Growing up, Pat Summitt — née Patricia Sue Head, born in Clarksville, Tennessee, in 1952 — wanted to play basketball. But there was no girls’ program in her hometown, so her family moved to nearby Henrietta to find one. Then, as she neared her graduation from Chatham County High School in 1970, she wanted to play basketball in college. But Title IX wouldn’t pass for another two years, so, lacking a scholarship, she chose to pay her own way. Then Summitt wanted to be a coach. But women’s basketball didn’t become an NCAA-sanctioned sport until 1981, so, after accepting a job at Tennessee in 1974 at just 22 years old, she and her players made do: sleeping on mats in opposing gyms, holding doughnut sales to buy uniforms, and wearing the same jerseys game after game — often without washing them — because they had only one set.
The winningest coach in college basketball history died at 64 on Tuesday, five years after being diagnosed with early-onset dementia and four years after departing Tennessee, where she spent 38 seasons as head coach. During that time, Summitt’s teams won eight national titles. In 1997–98, the Lady Vols went 39–0, a feat that dazzled even their competition: After Tennessee sealed the championship by beating Louisiana Tech, 93–75, opposing coach Leon Barmore deemed the team the “best ever.” The Lady Vols never recorded a losing season under Summitt’s watch.
From her inauspicious beginnings on through a long and storied career, Summitt emerged as one of the most influential figures in the history of women’s sports. And she did it with a brand of feminism best described as: What the hell does it matter? “I remember standing on a medal podium at the 1976 Montreal Olympics,” she wrote in her 2013 memoir, Sum It Up, “imbued with a sense that if you won enough basketball games, there was no such thing as poor, backward, country, female, or inferior.”
With success — the kind of blistering, relentless, unimpeachable success that she drove her teams toward, year after year, decade after decade — Summitt believed she could make gender disappear. Of course a good team was good, she seemed to imply. Who cares if the roster is made up of men or women? She learned as much as a child, playing two-on-two with her older brothers, Tommy, Charles, and Kenneth.
But she never publicly identified as a crusader for women’s athletics. The writer Sally Jenkins, who coauthored Sum It Up, recalled once asking Summitt if she was a feminist.
“I asked Pat if she was a feminist,” Jenkins said. “And she said, ‘No, I’m not a sign carrier.’ And I said, ‘Well, I know what you are — you’re a subversive.’ And she said, ‘That’s exactly right.’ I think Pat took the concept of athletics that was used to define confidence and excellence for men, and stole it and gave it to women.”
Under her watch, Tennessee women’s basketball grew into a powerhouse. Summitt advanced it ferociously, going so far as to carry out a recruiting visit with 16-year-old Michelle Marciniak, who would come to be known as “Spinderella” with the Lady Vols, while she was in labor with her son, Tyler. Summitt then insisted on getting back on her charter plane to Tennessee to make sure her child was born in-state.
The legacy of Summitt, a seven-time NCAA Coach of the Year who produced a plethora of All-Americans, Olympians, and WNBA players, will live on: Her teams have sent more than 70 former players, assistants, and other staff members into jobs coaching in basketball; Summitt alumni currently hold head coaching posts at Kentucky, North Carolina, and LSU, among other schools. In 2011, she was honored as Sports Illustrated’s Sportswoman of the Year; a year later, she was awarded the Presidential Medal of Freedom.
But Summitt might have had her greatest accomplishments in smaller gyms, on playground courts, and on driveways across the country. Boys and girls alike can look at her 1,098 wins and know how much one person can do.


### [WORK INSTRUCTION]
Copy each line below that includes "Image".
WORKING DATA Start Marker
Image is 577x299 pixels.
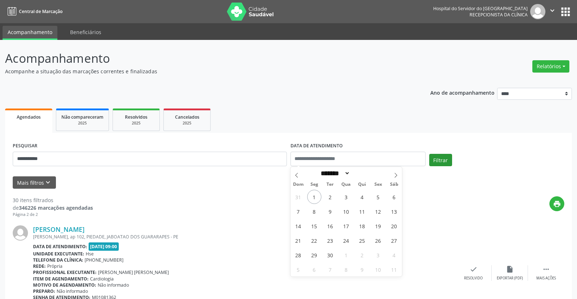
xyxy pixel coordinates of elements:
WORKING DATA End Marker
WORKING DATA Start Marker
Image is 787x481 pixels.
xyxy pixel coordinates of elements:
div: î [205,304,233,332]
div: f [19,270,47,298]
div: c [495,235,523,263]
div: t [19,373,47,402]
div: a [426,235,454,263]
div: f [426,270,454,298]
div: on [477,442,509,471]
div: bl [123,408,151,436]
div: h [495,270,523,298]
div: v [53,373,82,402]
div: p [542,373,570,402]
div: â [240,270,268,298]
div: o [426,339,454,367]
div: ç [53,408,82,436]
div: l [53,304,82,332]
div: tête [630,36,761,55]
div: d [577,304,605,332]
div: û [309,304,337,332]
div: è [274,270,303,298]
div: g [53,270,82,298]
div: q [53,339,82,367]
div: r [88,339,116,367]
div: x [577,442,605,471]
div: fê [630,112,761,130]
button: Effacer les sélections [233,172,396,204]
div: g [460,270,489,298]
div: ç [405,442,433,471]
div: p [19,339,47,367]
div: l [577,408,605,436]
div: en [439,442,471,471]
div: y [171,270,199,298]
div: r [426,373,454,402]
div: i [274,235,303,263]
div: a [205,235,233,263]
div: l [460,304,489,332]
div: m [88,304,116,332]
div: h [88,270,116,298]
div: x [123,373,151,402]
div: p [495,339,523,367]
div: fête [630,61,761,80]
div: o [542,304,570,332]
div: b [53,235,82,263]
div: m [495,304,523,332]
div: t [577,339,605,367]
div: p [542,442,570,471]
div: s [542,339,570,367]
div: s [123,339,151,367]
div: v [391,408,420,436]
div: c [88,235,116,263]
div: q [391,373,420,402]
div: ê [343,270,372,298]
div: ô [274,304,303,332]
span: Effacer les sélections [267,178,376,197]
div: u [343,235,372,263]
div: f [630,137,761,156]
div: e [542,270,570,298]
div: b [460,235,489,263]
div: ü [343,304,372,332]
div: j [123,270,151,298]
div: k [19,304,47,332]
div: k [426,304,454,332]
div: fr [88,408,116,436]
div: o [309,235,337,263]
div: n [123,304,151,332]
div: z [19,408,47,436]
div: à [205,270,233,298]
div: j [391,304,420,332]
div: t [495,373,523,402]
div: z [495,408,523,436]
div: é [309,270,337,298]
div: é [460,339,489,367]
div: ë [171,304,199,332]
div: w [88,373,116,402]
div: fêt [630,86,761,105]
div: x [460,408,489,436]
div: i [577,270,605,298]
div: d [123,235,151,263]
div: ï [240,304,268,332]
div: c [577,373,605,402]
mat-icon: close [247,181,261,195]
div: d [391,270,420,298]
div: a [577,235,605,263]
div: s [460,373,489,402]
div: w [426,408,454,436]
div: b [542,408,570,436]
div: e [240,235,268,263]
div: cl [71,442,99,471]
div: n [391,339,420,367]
WORKING DATA End Marker
### [SOLVED PROBLEM]
Image is 577x299 pixels.
Image is 787x481 pixels.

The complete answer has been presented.